"" gives an empty string, while "".idup gives null

Jonathan M Davis jmdavisProg at gmx.com
Wed Aug 3 11:41:22 PDT 2011


> On Wed, 03 Aug 2011 06:35:08 -0400, simendsjo <simendsjo at gmail.com> wrote:
> > void main() {
> > 
> > assert(is(typeof("") == typeof("".idup))); // both is
> > 
> > immutable(char)[]
> > 
> > assert("" !is null);
> > assert("".idup !is null); // fails - s is null. Why?
> > 
> > }
> 
> An empty string manifest constant (i.e. string literal) still must have a
> valid pointer, because it's mandated that the string have a zero byte
> appended to it. This is so you can pass it to C functions which expect
> null-terminated strings.
> 
> So essentially, there is a '\0' in memory, and "" points to that character
> with a length of 0
> 
> However, idup calls a runtime function which *purposely* asks to make a
> copy.
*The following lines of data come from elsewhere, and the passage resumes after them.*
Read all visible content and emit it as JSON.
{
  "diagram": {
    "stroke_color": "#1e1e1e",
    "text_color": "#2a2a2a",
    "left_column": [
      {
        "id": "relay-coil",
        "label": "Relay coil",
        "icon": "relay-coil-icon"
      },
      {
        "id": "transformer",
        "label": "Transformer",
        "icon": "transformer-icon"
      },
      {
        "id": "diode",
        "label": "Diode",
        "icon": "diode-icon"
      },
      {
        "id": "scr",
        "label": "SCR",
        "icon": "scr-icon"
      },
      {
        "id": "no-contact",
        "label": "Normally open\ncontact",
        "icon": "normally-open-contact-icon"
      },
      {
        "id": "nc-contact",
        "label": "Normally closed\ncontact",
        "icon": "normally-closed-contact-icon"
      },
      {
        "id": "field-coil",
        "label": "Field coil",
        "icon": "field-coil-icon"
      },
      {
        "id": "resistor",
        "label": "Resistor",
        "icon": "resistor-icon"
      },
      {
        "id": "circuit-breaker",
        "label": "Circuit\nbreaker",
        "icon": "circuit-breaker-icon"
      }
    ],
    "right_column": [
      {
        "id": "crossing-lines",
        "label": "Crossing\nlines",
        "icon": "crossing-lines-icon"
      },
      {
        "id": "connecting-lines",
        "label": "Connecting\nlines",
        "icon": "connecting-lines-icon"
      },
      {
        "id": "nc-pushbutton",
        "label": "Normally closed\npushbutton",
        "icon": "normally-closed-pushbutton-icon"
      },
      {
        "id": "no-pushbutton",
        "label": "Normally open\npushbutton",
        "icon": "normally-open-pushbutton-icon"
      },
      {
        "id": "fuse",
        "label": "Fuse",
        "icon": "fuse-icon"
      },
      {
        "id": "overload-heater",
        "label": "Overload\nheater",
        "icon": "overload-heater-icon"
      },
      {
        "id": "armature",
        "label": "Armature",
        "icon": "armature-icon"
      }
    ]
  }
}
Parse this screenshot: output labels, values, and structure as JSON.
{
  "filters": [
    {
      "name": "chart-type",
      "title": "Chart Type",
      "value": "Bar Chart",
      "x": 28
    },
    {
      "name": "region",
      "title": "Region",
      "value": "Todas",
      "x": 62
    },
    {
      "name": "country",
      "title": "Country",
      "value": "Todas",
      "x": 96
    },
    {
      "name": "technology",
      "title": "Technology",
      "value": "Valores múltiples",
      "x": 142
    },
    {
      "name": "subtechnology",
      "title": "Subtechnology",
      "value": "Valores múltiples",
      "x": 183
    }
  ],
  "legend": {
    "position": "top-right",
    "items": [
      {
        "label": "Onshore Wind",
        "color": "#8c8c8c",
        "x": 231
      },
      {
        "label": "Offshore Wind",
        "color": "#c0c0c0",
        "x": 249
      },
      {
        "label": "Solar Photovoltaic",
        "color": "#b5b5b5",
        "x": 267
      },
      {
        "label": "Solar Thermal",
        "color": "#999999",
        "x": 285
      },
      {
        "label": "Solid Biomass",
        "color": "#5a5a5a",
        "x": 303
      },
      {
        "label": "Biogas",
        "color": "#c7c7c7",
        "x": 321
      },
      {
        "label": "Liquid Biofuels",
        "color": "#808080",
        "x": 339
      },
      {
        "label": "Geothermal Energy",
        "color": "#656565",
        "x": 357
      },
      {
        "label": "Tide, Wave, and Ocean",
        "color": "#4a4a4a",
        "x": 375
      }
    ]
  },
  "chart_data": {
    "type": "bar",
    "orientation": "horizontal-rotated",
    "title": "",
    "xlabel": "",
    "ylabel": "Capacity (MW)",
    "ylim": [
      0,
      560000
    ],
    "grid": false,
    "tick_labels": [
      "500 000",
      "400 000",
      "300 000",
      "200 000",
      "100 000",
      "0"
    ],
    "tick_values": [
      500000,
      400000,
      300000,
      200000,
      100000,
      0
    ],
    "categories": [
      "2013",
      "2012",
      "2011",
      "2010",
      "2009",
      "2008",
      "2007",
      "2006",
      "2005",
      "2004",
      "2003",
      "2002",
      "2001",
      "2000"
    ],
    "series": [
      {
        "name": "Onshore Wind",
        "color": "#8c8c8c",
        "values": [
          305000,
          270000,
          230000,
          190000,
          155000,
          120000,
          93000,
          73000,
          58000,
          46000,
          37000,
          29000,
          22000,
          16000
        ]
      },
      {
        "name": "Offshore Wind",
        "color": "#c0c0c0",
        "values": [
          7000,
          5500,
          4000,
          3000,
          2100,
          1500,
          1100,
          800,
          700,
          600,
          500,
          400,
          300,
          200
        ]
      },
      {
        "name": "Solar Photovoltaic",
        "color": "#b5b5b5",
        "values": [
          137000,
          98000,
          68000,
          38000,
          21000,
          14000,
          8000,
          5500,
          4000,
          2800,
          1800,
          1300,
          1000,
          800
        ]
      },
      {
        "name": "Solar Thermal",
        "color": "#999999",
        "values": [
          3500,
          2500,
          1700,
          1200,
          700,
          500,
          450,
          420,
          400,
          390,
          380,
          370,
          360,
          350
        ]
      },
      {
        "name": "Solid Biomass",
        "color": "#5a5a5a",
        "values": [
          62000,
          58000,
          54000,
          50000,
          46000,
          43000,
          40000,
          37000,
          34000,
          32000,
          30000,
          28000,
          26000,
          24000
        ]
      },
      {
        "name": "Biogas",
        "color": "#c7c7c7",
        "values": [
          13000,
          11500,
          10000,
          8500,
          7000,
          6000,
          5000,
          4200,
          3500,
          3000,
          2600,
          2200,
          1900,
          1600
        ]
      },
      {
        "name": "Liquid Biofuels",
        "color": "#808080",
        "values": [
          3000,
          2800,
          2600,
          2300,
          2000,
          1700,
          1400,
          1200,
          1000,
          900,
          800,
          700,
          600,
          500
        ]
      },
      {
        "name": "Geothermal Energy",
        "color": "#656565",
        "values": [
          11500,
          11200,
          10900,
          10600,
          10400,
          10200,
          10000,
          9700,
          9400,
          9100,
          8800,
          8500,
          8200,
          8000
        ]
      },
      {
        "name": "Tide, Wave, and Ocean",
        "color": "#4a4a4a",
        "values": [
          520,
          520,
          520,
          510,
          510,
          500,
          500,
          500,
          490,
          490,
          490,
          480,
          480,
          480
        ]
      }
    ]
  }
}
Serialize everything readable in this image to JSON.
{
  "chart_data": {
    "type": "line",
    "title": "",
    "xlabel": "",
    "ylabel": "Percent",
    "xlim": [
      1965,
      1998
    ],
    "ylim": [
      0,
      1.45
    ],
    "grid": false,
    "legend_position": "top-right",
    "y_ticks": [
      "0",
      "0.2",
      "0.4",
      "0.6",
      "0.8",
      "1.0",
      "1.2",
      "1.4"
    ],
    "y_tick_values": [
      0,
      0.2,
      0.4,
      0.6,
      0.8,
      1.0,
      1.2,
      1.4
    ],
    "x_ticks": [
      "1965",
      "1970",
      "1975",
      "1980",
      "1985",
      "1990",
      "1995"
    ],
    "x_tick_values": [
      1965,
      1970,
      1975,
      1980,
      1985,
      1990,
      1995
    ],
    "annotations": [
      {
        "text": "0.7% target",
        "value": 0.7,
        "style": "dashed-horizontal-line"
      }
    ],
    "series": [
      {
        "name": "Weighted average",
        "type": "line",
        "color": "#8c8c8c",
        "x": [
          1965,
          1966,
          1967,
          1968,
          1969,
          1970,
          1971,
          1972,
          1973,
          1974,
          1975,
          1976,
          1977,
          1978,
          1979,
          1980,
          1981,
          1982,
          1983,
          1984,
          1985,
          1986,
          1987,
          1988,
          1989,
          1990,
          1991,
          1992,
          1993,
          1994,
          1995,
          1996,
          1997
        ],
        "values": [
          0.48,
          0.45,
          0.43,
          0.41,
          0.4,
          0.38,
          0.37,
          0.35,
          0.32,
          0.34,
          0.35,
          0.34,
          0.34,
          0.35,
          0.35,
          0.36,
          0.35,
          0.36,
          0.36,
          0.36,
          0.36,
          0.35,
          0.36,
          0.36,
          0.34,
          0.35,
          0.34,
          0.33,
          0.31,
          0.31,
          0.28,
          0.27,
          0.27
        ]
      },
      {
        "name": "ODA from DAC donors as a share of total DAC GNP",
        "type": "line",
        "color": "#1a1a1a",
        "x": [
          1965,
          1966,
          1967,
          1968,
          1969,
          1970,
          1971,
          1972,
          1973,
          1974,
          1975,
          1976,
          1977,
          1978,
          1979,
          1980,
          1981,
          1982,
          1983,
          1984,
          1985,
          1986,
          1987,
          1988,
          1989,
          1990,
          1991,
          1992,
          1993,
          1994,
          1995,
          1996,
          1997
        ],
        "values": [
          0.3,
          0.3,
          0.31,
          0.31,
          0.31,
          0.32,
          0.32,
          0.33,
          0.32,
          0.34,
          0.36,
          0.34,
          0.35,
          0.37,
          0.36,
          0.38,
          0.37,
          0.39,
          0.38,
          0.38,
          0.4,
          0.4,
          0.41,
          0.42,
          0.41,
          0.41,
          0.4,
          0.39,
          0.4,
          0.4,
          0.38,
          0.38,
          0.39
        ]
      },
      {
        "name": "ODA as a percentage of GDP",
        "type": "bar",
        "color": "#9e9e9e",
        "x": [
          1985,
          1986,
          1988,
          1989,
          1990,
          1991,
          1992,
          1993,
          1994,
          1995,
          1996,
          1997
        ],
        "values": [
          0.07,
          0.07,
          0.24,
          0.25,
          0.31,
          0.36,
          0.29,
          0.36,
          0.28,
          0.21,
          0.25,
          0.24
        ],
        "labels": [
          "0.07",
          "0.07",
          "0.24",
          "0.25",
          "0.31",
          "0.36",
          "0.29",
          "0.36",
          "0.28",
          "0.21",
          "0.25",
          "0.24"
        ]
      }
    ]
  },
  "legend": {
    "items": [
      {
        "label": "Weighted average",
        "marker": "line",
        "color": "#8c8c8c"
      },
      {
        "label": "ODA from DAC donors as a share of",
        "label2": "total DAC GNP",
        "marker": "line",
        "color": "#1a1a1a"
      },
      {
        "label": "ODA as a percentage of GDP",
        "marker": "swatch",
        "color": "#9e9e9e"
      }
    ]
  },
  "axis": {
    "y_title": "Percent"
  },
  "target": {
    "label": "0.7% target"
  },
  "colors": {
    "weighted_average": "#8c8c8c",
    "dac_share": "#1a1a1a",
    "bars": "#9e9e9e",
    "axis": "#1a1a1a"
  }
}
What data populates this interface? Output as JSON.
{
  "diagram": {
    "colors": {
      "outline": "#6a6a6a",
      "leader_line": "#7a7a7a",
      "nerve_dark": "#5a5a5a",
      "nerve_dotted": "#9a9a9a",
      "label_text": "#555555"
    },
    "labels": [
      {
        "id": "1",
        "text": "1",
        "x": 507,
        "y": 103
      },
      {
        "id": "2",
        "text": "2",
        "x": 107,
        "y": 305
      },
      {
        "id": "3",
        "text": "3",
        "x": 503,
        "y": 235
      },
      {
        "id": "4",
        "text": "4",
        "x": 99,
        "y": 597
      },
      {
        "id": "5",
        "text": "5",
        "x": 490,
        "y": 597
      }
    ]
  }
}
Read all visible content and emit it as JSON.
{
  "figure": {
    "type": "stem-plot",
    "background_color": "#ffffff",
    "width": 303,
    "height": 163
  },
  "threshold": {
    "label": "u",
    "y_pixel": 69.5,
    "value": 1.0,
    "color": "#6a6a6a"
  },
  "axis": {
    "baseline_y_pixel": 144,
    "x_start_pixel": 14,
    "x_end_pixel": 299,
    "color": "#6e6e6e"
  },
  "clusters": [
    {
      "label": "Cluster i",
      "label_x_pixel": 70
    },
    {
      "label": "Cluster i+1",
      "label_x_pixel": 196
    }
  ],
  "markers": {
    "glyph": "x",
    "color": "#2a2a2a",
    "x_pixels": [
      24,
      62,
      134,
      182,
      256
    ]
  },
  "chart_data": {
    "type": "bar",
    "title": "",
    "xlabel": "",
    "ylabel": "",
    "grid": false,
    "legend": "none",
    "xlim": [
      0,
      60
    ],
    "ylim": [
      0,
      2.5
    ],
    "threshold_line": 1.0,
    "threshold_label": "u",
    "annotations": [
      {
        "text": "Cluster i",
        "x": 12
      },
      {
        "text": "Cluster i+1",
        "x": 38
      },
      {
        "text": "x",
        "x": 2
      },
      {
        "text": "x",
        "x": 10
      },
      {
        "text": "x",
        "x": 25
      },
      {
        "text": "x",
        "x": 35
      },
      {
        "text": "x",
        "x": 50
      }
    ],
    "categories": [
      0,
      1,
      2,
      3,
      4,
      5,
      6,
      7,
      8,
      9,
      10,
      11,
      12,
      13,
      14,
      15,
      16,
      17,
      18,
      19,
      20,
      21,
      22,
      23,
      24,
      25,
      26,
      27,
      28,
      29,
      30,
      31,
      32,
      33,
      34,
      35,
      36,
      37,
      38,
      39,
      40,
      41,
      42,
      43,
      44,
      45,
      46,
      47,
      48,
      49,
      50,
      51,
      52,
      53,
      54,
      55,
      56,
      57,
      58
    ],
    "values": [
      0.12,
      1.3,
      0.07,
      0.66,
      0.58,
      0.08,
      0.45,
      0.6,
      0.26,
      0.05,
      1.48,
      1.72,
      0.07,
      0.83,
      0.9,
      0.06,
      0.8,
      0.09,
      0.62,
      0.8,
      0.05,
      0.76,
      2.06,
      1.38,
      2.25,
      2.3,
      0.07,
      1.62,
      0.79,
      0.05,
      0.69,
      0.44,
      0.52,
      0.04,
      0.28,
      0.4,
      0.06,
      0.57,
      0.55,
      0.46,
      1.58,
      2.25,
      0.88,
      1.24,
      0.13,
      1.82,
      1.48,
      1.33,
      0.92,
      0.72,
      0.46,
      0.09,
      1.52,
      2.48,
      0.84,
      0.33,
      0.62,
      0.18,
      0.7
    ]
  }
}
However, it's *NOT* required to copy the 'zero after the string'
> part.
> 
> The implementation, knowing that a null array is equivalent to an empty
> array, is going to return null to avoid the performance penalty of
> allocating a block that won't be used. If you append, it will simply
> allocate a block as needed.
> 
> I see no reason the runtime should waste cycles or a perfectly good
> 16-byte buffer to give you an empty array.
> 
> Definitely functions as designed, not a bug. If you would like different
> behavior, you are going to have to have a really really good use case to
> get this changed.

Given that if you really wanted the duped string to be empty instead of null, 
it wouldn't be very hard to write a wrapper function for dup which did that, 
I'd be _very_ surprised if you could find a use case where dup should allocate 
for an empty string.

I don't generally like the fact that D tends to conflate null and empty, but 
you're creating a new array here. It's not at all surprising if it ends up 
null if it has no elements in it. In general though, you need to be fairly 
careful about where you rely on the difference between empty and null. If any 
kind of memory allocation occurs to an array and its length is 0, it's pretty 
much free game as to whether it's empty or null.